I read Jordana Horn’s piece in the Jewish Daily Forward about “Jewish Homeschooling” as an alternative to Jewish Day School with great interest. In it, Jordana states, “I’m not against day school, per se. I just don’t think that day school is essential in order to raise children who are Jewish and proud to be Jewish.”
Of course she’s right. Committed parents don’t need day school to make Judaism a joyful and central part of family life, as Jordana suggests in her piece. She also briefly acknowledges that parents who don’t feel Jewishly educated enough can avail themselves of books, online resources, and synagogue communities.
This is where things get a little tricky for me.
As many of you know, I wasn’t raised in a Jewish home. My father’s family are assimilated Jews (my Jewish grandmother celebrates Christmas) and although my mother definitely has Jewish ancestry, I will never know for certain if my mother is halakhically Jewish. I went to the
mikveh
before I became a mother, which is an entirely different story.
Without family to teach me about Judaism, it has been my job to educate myself. Fortunately, my husband (a graduate of Schechter and Ramah who grew up in a Reconstructionist home) and our Reconstructionist synagogue have been great supports to me. I have read a ton and taken numerous adult education courses, including Me’ah (a two-year program of study) and a Jewish parenting course (both through Hebrew College in Newton, MA). I had an adult bat mitzvah when I was 25, and yes, I even read from the Torah (poorly, but I got through it). I haven’t eaten pork or shellfish in years, but thanks to a semester of Ulpan (intensive study of Hebrew), I can now order strawberries and chocolate in Hebrew.

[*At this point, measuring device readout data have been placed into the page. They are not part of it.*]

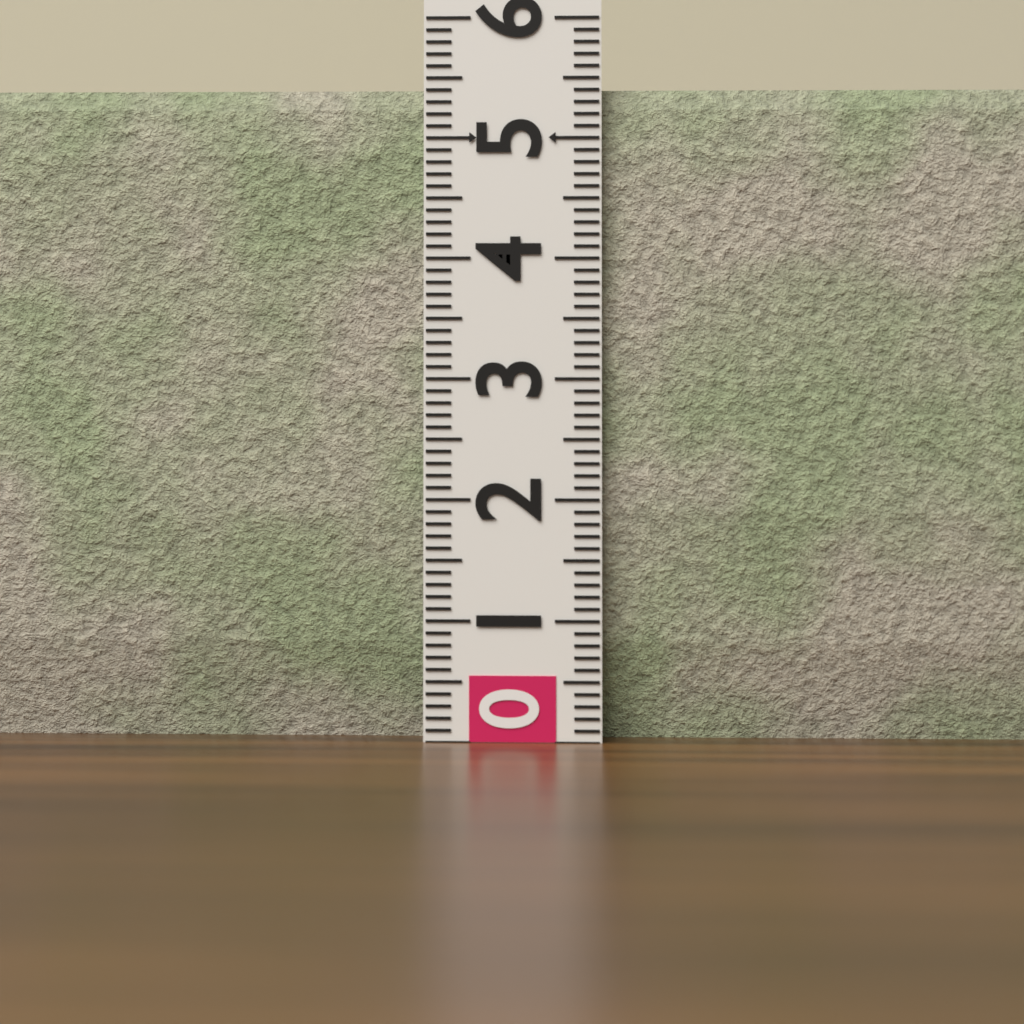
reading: 5.4 (no unit)
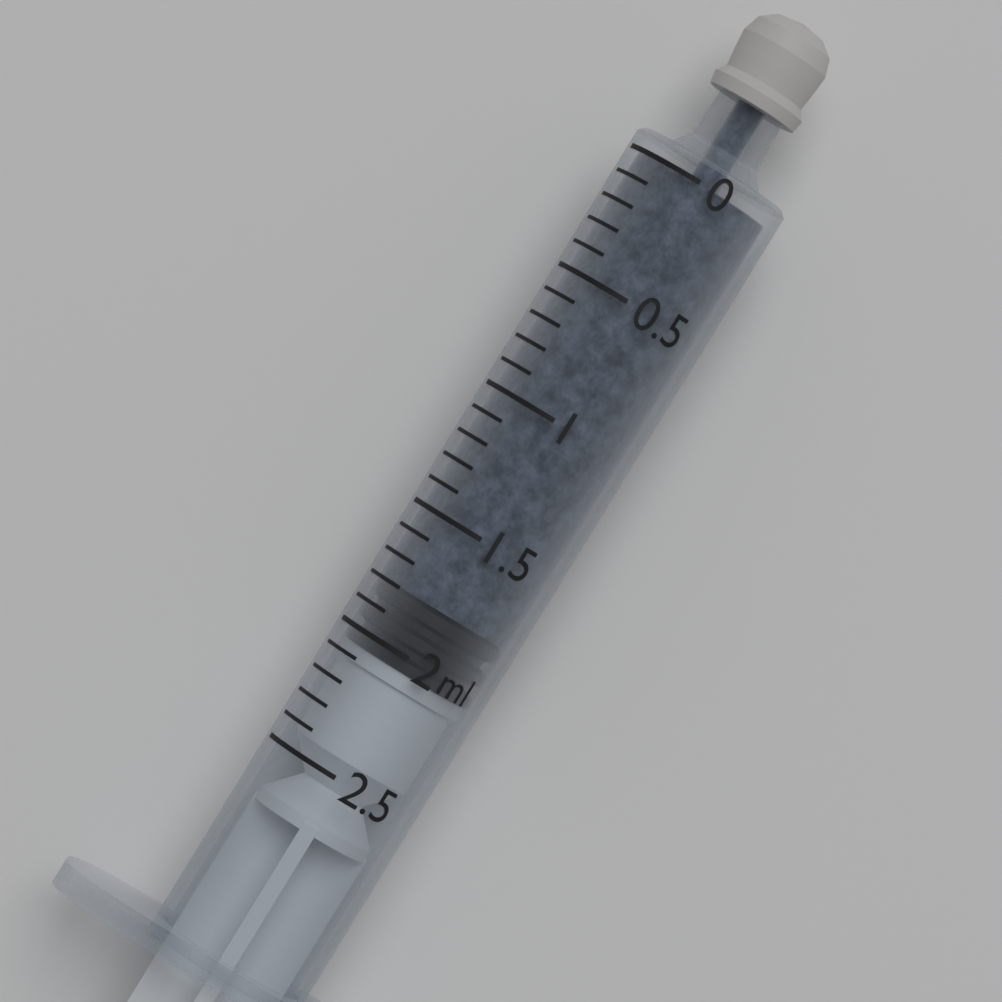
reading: 1.8 ml
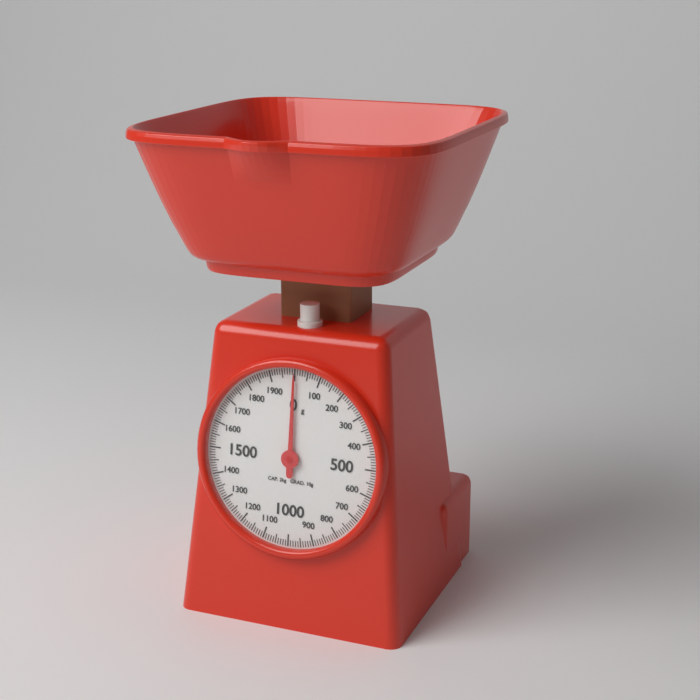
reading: 0 g
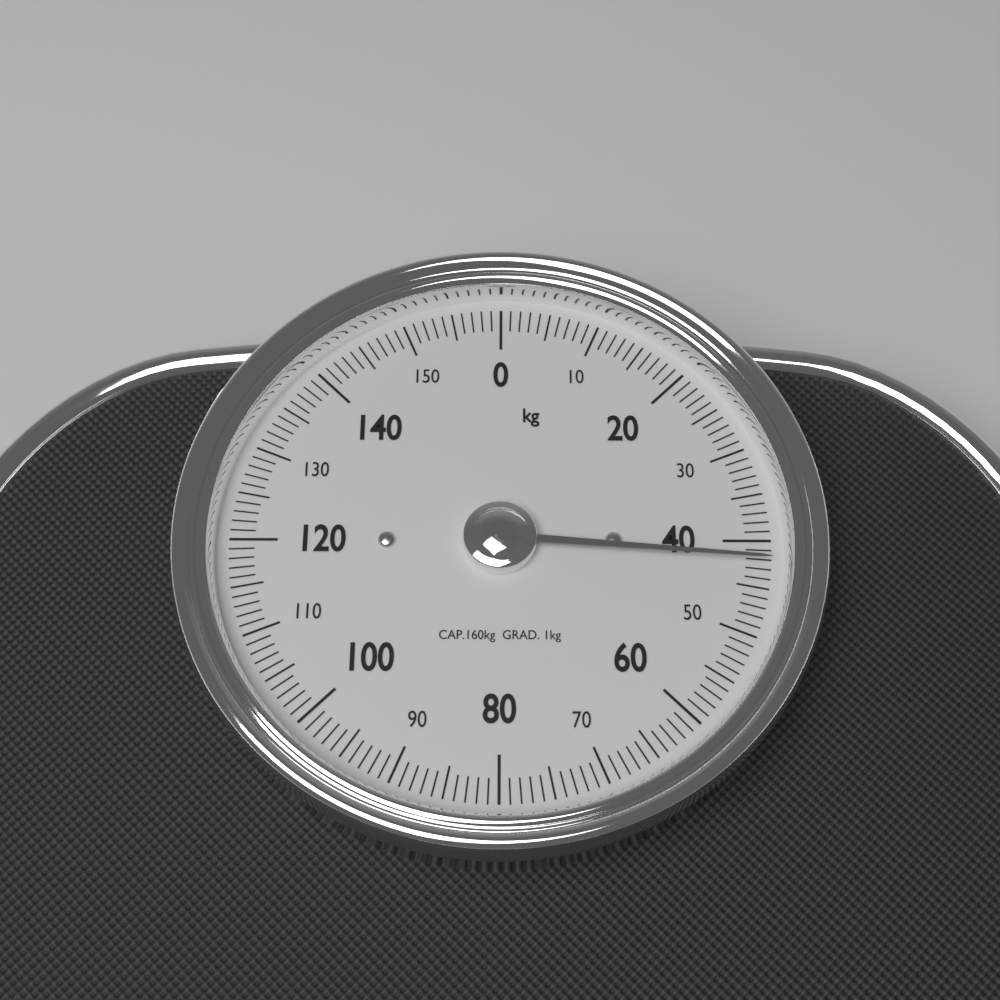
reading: 42 kg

Once the girls were born, I immediately signed them up for PJ Library, and the books are in heavy rotation in our home. We welcome Shabbat every Friday night, and sing the
Shema
at bedtime. We listen to Jewish music, and I take Passover and Hanukkah crafts to the girls’ daycare and preschool classes. The girls are in Hebrew school, and we attend family minyan and Tot Shabbat regularly. And in one of my finest achievements, I suckered an amazing Jewish parenting website into letting me write for them.
If all of this sounds like I’m over-compensating, well, you bet your tuchus I am.
And yet it’s not enough. There is so much I don’t know. (Despite having attended multiple Simchat Torah celebrations, when I came across the word hakafa in Jordana’s piece, I had to look it up.) The reality is that no matter how much I read or study or pray, I will always feel, to some extent, like a stranger in a strange land, as if I will forever be speaking Judaism with a thick accent.
I can’t tell you how much it bothers me that my devotion and commitment to Judaism and all that I have learned will forever be in tension with the fact that I am an immigrant to the religion and the culture, that I feel like a fraud. This is an extremely difficult concept to explain to anyone who hasn’t lived it. Not only do I constantly feel the need to justify my place in the community (my issue, I know, but an issue nonetheless), but as anyone who has lived in a foreign country for any period of time knows, it gets exhausting. As much as you may deeply love your adopted country, at some point you just want to go back home where you know what everything means and don’t have to constantly wonder if you’re getting it right.
I want more for my daughters than this–much more. Even though I believe that I am a good enough mother to them in so many other ways, when it comes to their Jewish education, I’m just not. Not for what I want for them.
My husband is a wonderful source of support, and he is totally involved in our Jewish home life. Just this past spring, he created a kid-friendly Passover
Haggadah
. Between his extensive Jewish knowledge and the wonders of the Internet, he made it in just a couple of hours. Meanwhile, I struggle to remember all of the plagues and the difference between lice and pestilence. I suppose I could let him take care of everything, but I don’t want to–not only because I also want to be a role model for the girls, but also because it makes me happy to celebrate and learn with my family.
The reality is that some Jewish parents may not need Jewish day school, but I’m not one of them. Although at times I feel frustrated and resentful of this truth, I’m trying to stay focused on how lucky I am to have a supportive community and choices in how we educate them. This fall, we’ll be visiting three Jewish day schools in our area in hopes of finding the right match for our family, as our older daughter will be entering kindergarten in the fall of 2014.
You know the old joke about the Jew who ends up on a desert island and builds two synagogues–one he wants to attend, and one he would never set foot in? Not only am I happy that I’m not raising my kids on a desert island, but I’m immensely grateful to live in a time and a community in which there are multiple ways to raise Jewishly educated and engaged children.